Most school leaders are used to turning to an HR professional for guidance on contracts of employment and recruitment and selection matters. Involving HR in issues that are directly related to pupil welfare, for example, safeguarding matters, probably happens less often. However, HR has a role to play in these areas of school management, too.
HR And Your Relationship Abuse Policy
HR can help you to draw up your policy on sensitive issues such as relationship abuse. In doing so, HR will help you to define your school’s position and establish the responses you will make when you believe abuse occurs.
HR can help you to be confident that your policy takes into account your obligations under relevant legislation, including human rights and equalities legislation. HR can also help you to state clearly the differences between abuse and bullying and to set out how your policy on relationship abuse fits in with your overall approach to safeguarding.
Turning Policy Into Action: HR’s Involvement
As a school leader you know that policies are relatively easy to create. How instructions are set down for staff to follow, and how a policy is actually implemented in school, can lead to complications and confusion.
Your HR specialist will be able to help you to draw up procedures to ensure that your policy can be implemented in a straightforward way. That task will include setting out individuals’ responsibilities, specifying the circumstances in which staff members should intervene, stating how concerns should be reported and specifying what staff members should actually do when dealing with pupils who are in, what may turn out to be, abusive relationships.
HR Perspectives
An HR specialist will have a different perspective on safeguarding issues from yours. As an outsider and someone who is not a teacher, in the case of relationship abuse, your HR expert will be more detached from day-to-day circumstances in school than you are. This will bring another dimension to your considerations.
Your HR expert will also draw on his or her professional experience to judge how robust, and just how workable, the procedures you are planning to introduce will be.
Together school leaders and HR professionals can work well together on sensitive issues. Talk to your HR specialist about more than people management issues. Every one will benefit, if you do.
Further Reading
In November 2013 the NSPCC published a research report on relationship abuse.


• **Problem to solve**
Although the records contain pictures, the copy should leave them out and match everything else exactly.

• **Supplied records**

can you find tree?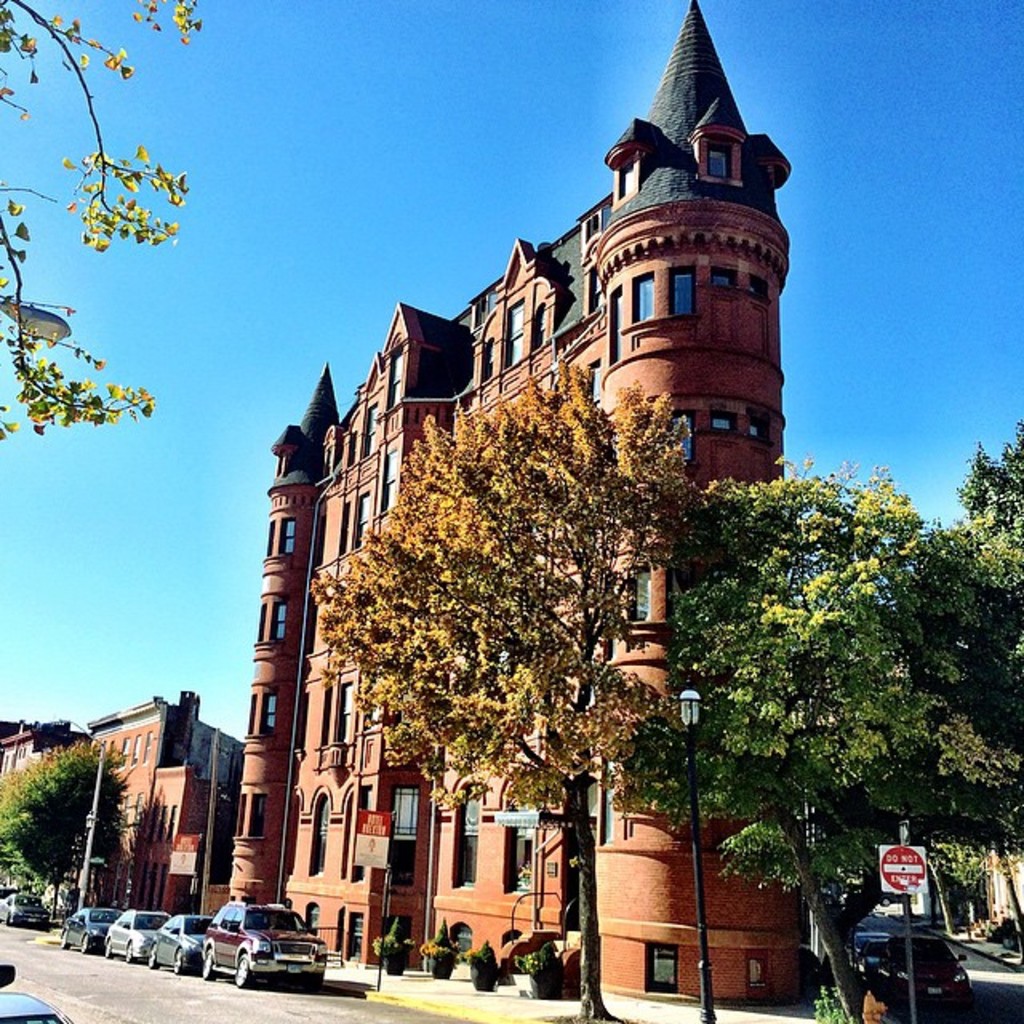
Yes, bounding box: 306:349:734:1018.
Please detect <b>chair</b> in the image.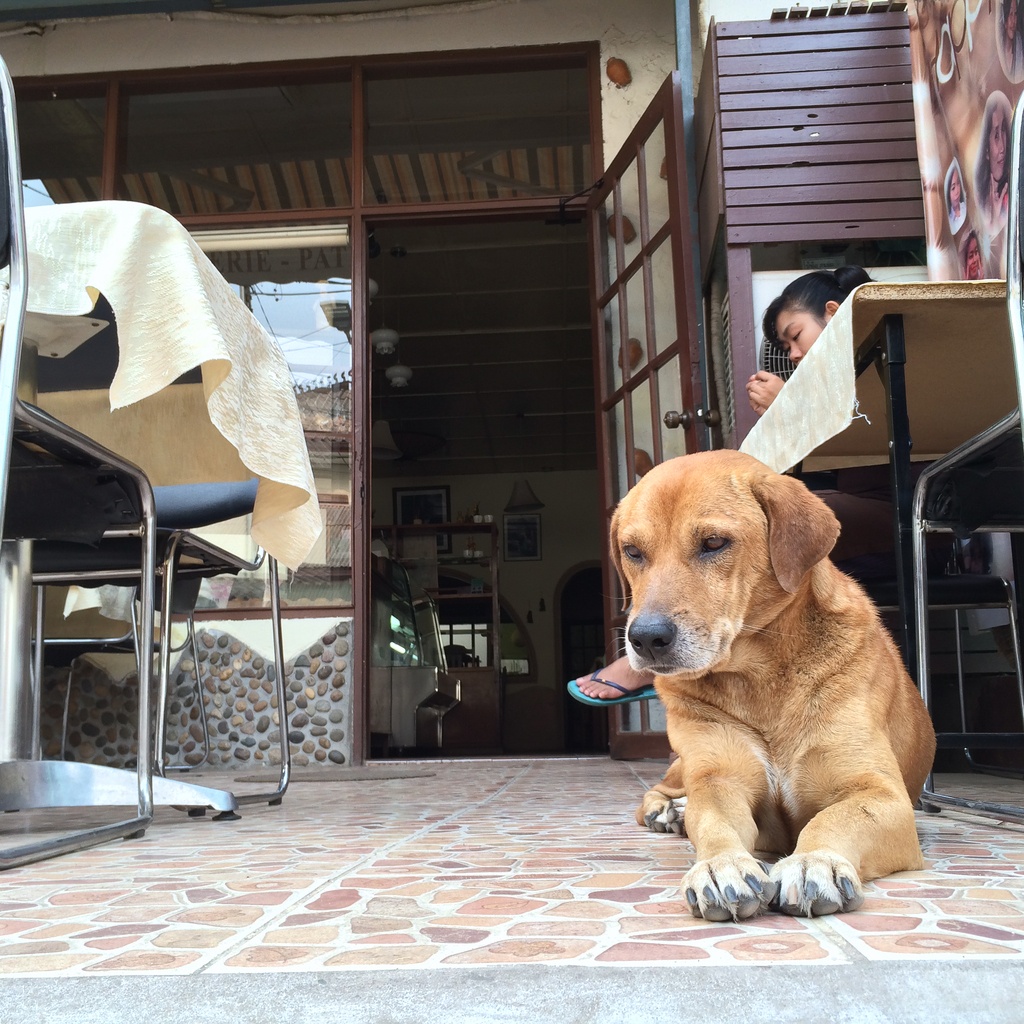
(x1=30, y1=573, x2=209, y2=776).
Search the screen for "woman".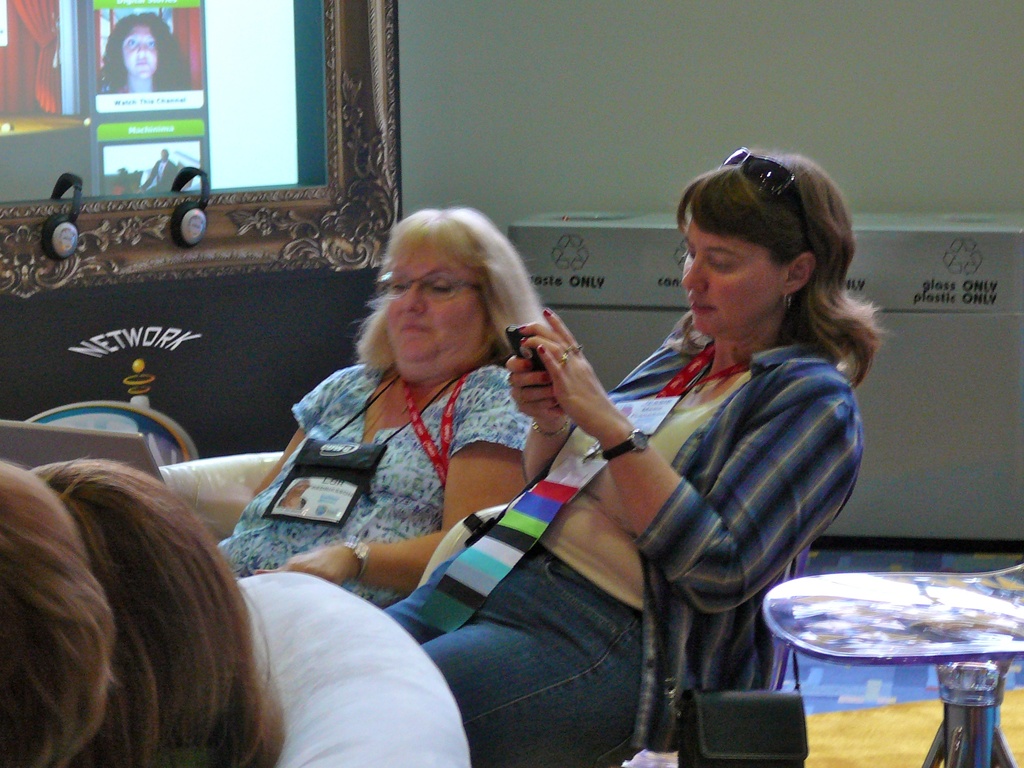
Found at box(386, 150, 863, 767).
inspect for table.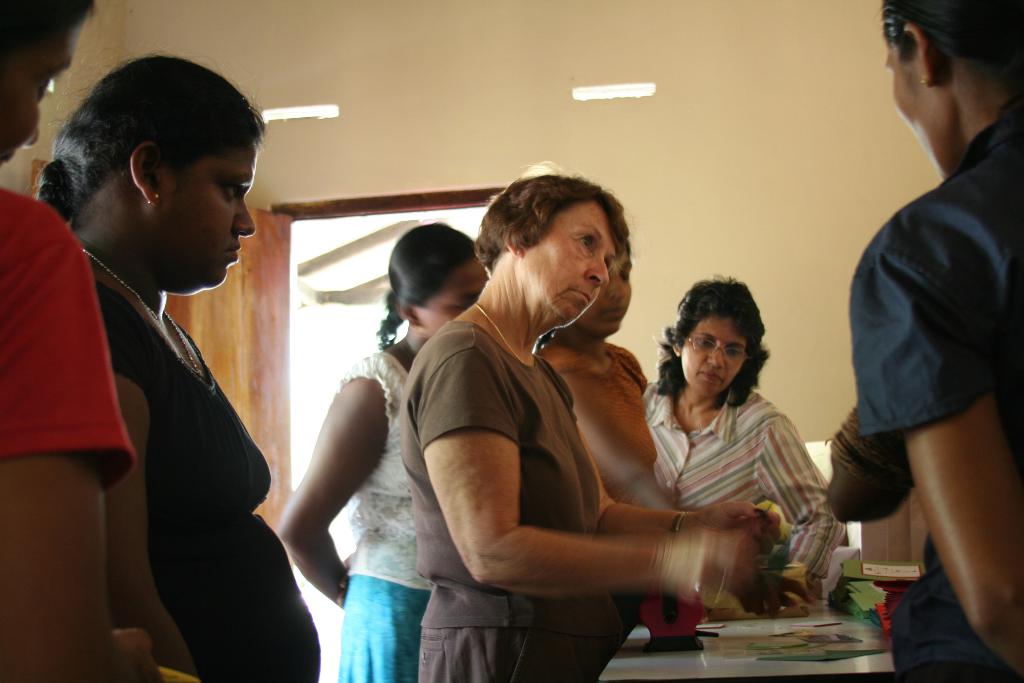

• **Answer area**
can you find tree?
Yes, bounding box: 306:349:734:1018.
Please detect <b>chair</b> in the image.
(x1=30, y1=573, x2=209, y2=776).
Search the screen for "woman".
Found at box(386, 150, 863, 767).
inspect for table.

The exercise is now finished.